Vrel smiled, very slightly, and it was the first genuine expression Nyx had seen from her. "I want Mara to build a seat at the table for beings who are not like her," she said. "I want the framework to be restructured with input from the ones it does not fit perfectly. I want the anchor points to have voices other than hers in how they function. I do not want to own the framework." She paused. "I want her to share it."
The silence that followed was the loudest Nyx had sat in for a very long time.
"Then why the anchor markings?" Nyx asked. "Why the secrecy, why the gathering, why the tactics that look exactly like someone preparing to seize control?"
"Because asking nicely was never going to get anyone's attention," Vrel said, simply and without apology. "Power does not listen to requests. It listens to demonstrations of capability." She looked at Nyx steadily. "I needed her to understand that we could take the framework from her before she would consider the possibility of sharing it. I needed her to feel the threat before she would hear the offer."
Nyx stared at her.
"So everything, all of this, was to force her to negotiate?" Nyx said.
"Yes," Vrel said.
"And you were going to let her know this when?"
"When she was ready to listen," Vrel said. "Which I believe, given tonight, may be sooner than I originally planned." She glanced at the framework thread nearest to them, meaningfully, and then back at Nyx. "You could help with that. If you chose to."
Nyx sat with the weight of it, with the feeling of a situation reorganizing itself around her into something she had not seen coming and was not sure she was prepared for, with the particular discomfort of discovering that the thing you were fighting against and the thing you were fighting for might be closer together than either side had allowed themselves to believe.

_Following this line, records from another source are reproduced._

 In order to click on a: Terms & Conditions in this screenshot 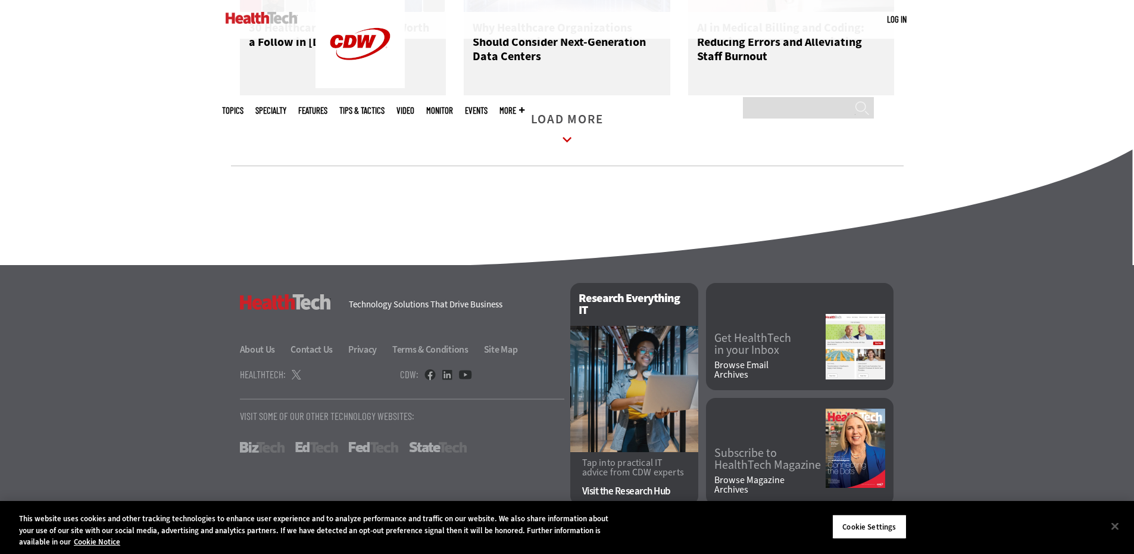, I will do `click(437, 349)`. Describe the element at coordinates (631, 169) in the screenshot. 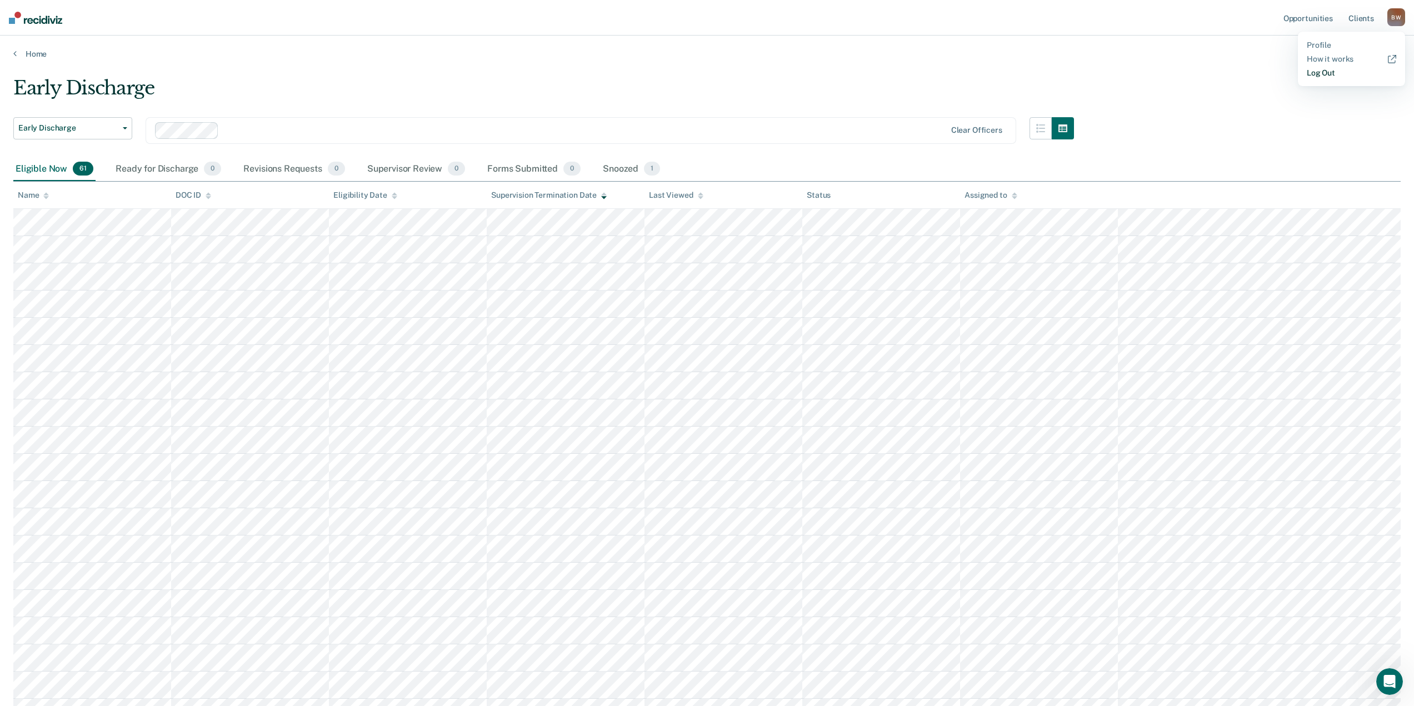

I see `div: Snoozed1` at that location.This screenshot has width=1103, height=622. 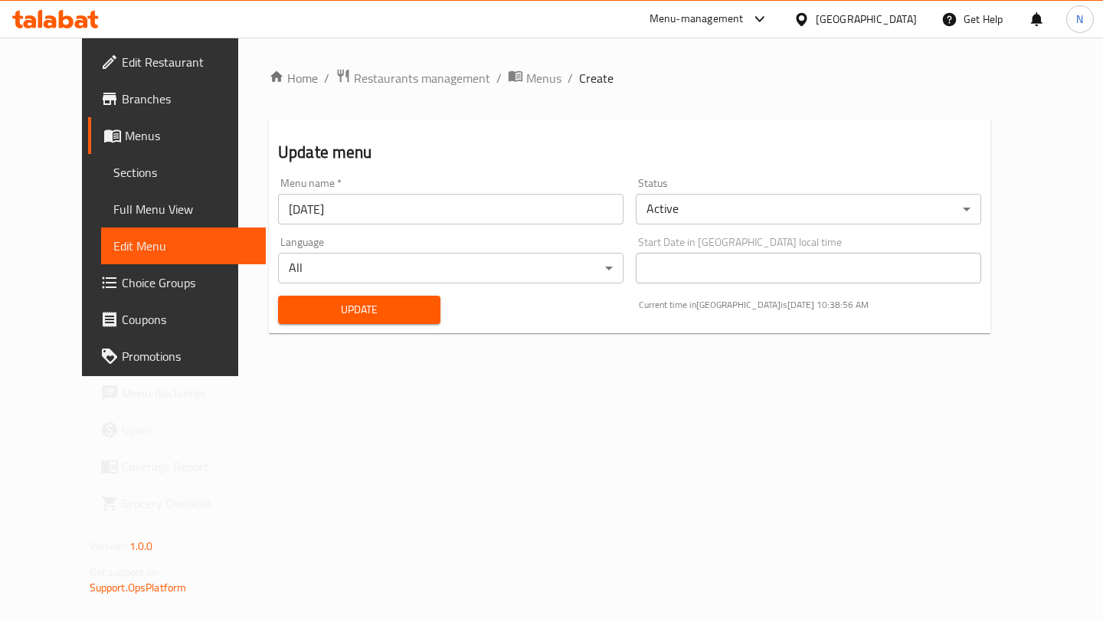 What do you see at coordinates (183, 209) in the screenshot?
I see `span: Full Menu View` at bounding box center [183, 209].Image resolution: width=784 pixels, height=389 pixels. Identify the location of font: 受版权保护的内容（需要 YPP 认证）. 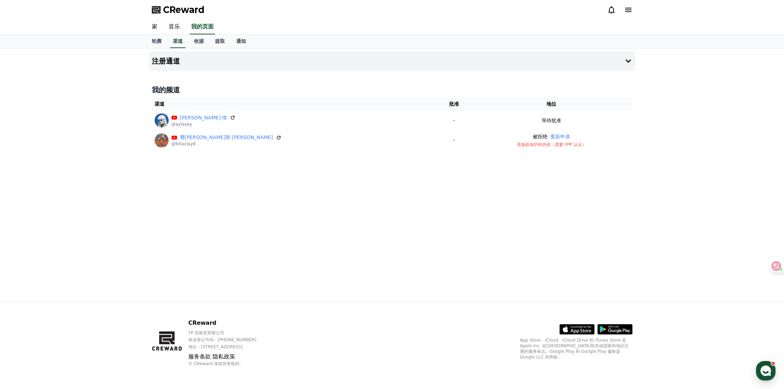
(551, 145).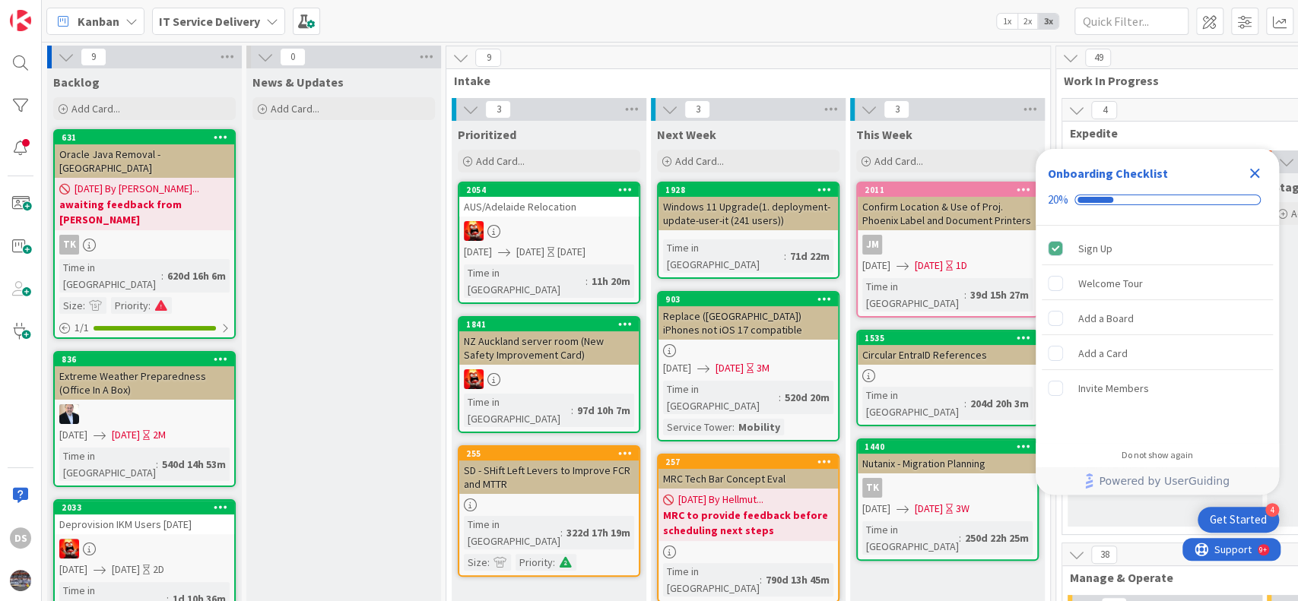 The height and width of the screenshot is (601, 1298). Describe the element at coordinates (552, 454) in the screenshot. I see `div: 255` at that location. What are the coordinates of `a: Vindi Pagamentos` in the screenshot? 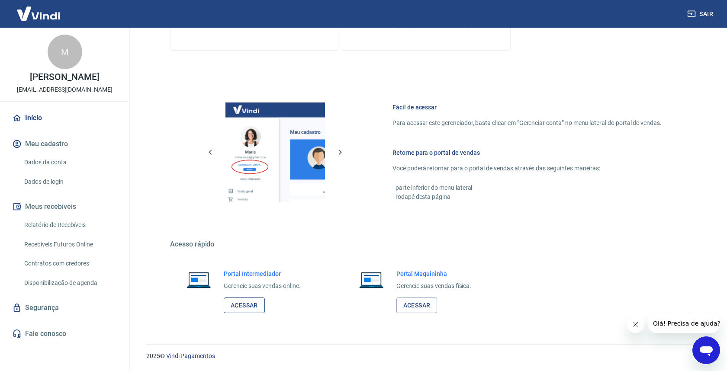 It's located at (190, 356).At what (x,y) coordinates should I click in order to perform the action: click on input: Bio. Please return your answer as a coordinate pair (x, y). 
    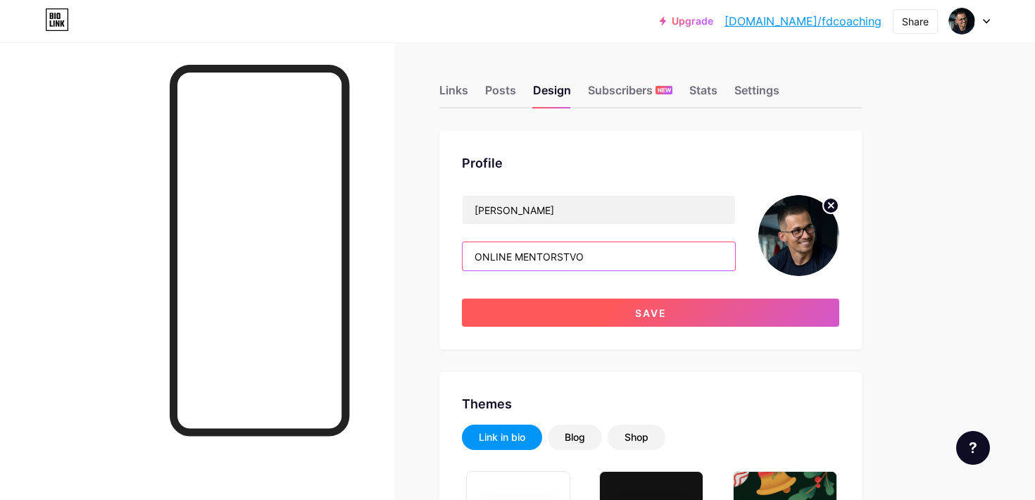
    Looking at the image, I should click on (599, 256).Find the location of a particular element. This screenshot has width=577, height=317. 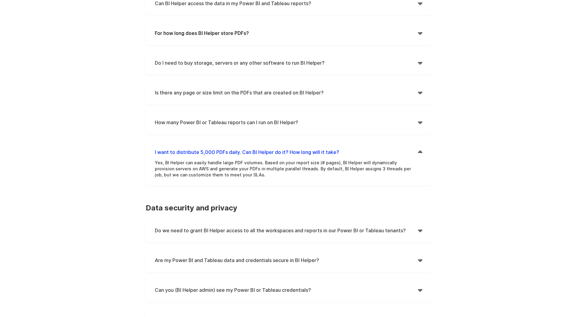

h4: How many Power BI or Tableau reports can I run on BI Helper? is located at coordinates (286, 123).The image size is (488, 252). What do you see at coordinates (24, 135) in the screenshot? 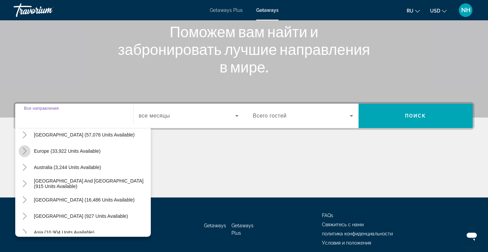
I see `button: Toggle Caribbean & Atlantic Islands (57,076 units available)` at bounding box center [24, 135].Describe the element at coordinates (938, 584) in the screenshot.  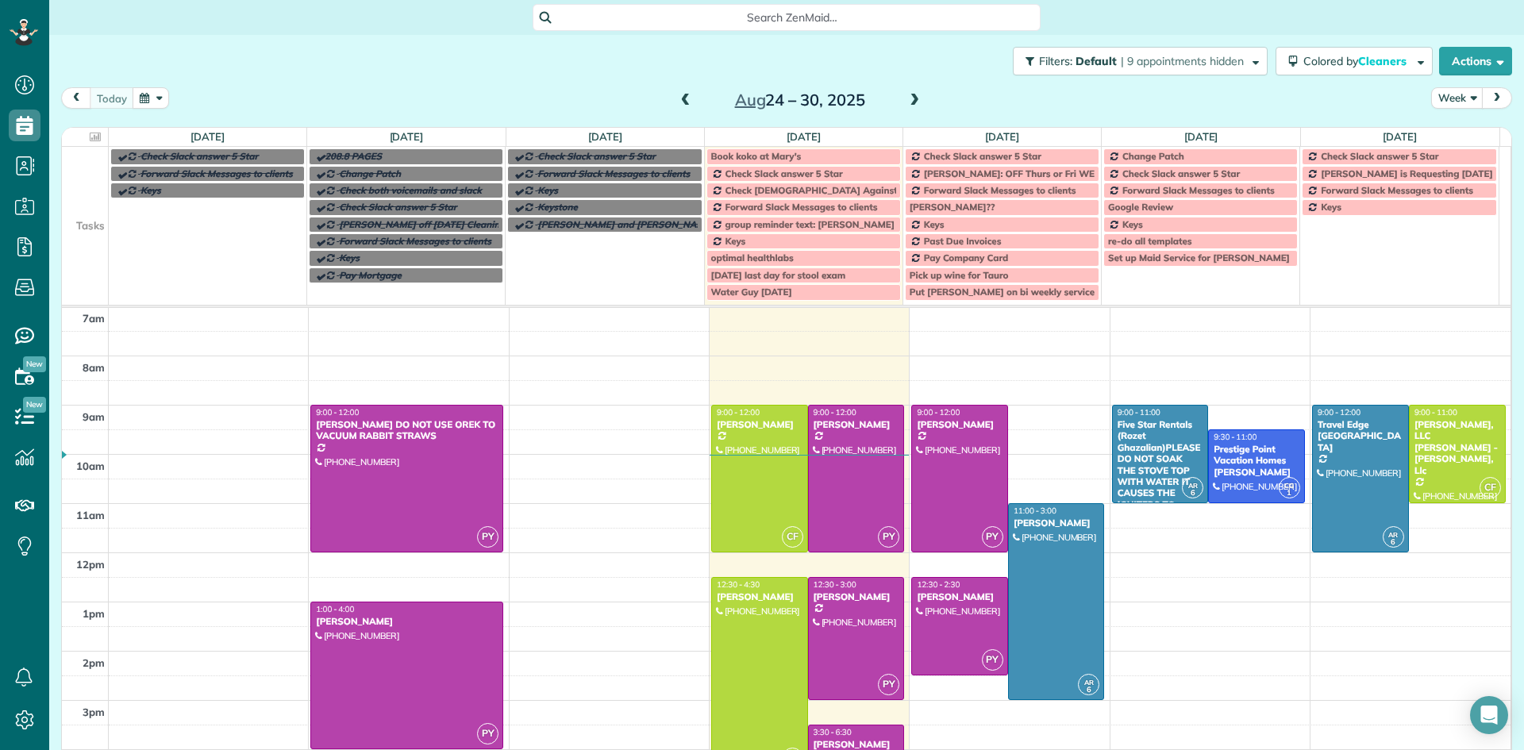
I see `span: 12:30 - 2:30` at that location.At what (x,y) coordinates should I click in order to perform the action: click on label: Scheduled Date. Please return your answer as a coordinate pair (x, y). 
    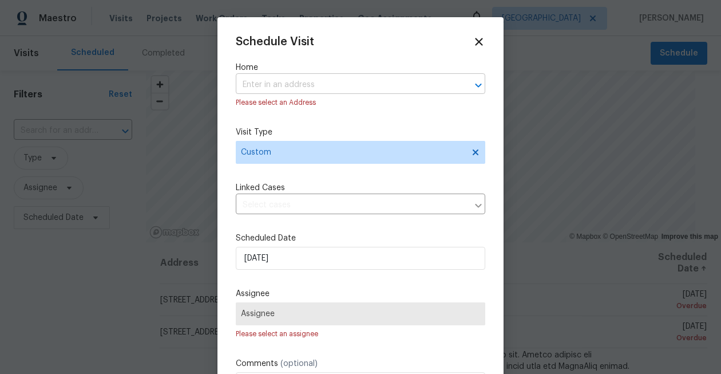
    Looking at the image, I should click on (361, 238).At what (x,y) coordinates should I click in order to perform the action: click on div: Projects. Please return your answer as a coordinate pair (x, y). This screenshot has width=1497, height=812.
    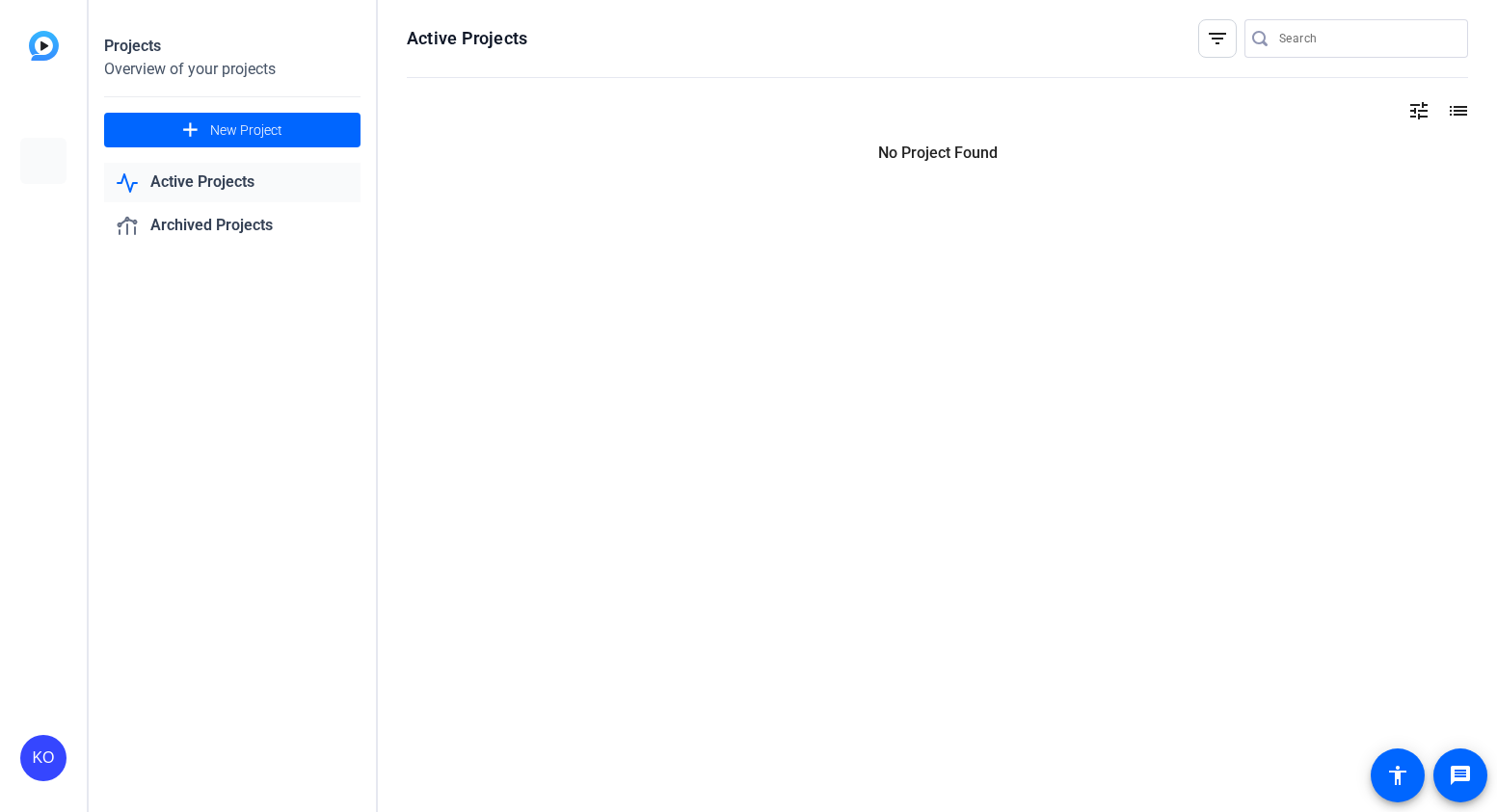
    Looking at the image, I should click on (232, 46).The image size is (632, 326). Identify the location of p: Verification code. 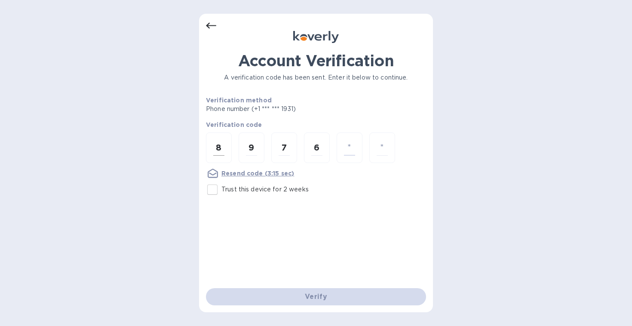
(316, 125).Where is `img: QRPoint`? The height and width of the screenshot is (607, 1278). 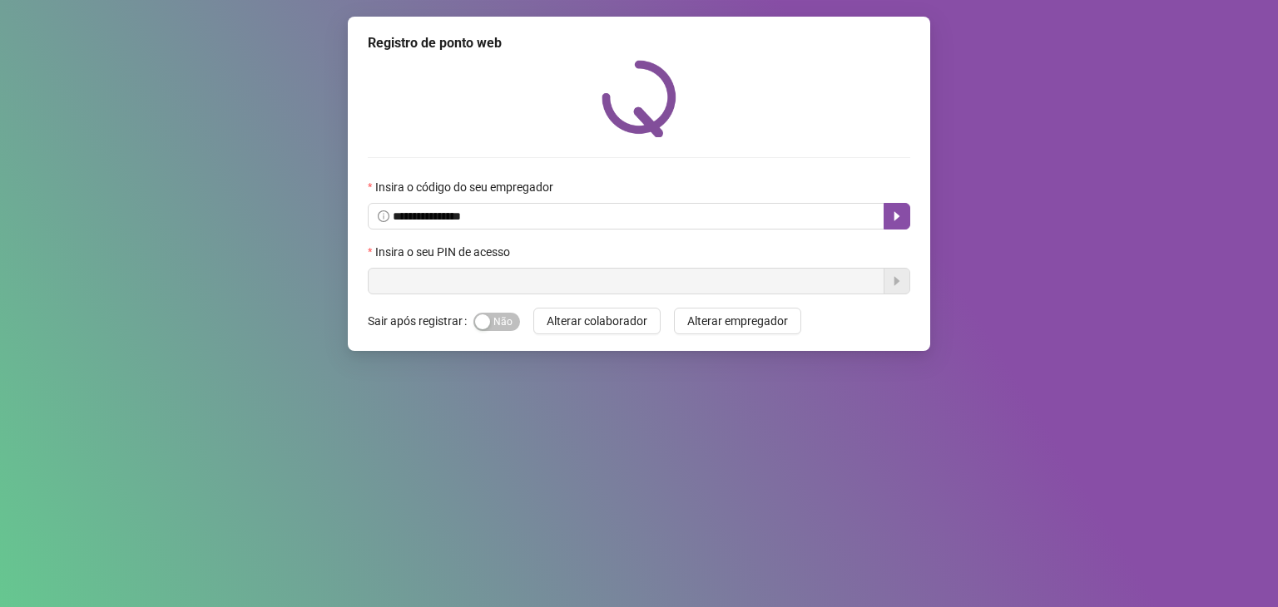
img: QRPoint is located at coordinates (639, 98).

She pressed her hand to the framework thread and sent a message, the clearest and most carefully worded one she had sent all night.
Come and talk to her. Not to fight. To listen. Bring Isla. N.
She released the thread and looked at Vrel and said, "She will come."
"I know," Vrel said. "She always does."
And in the framework around them, something shifted, subtle and significant, the particular feeling of a conflict reaching the point where it either escalates into something irreversible or discovers, unexpectedly, that it was a negotiation all along.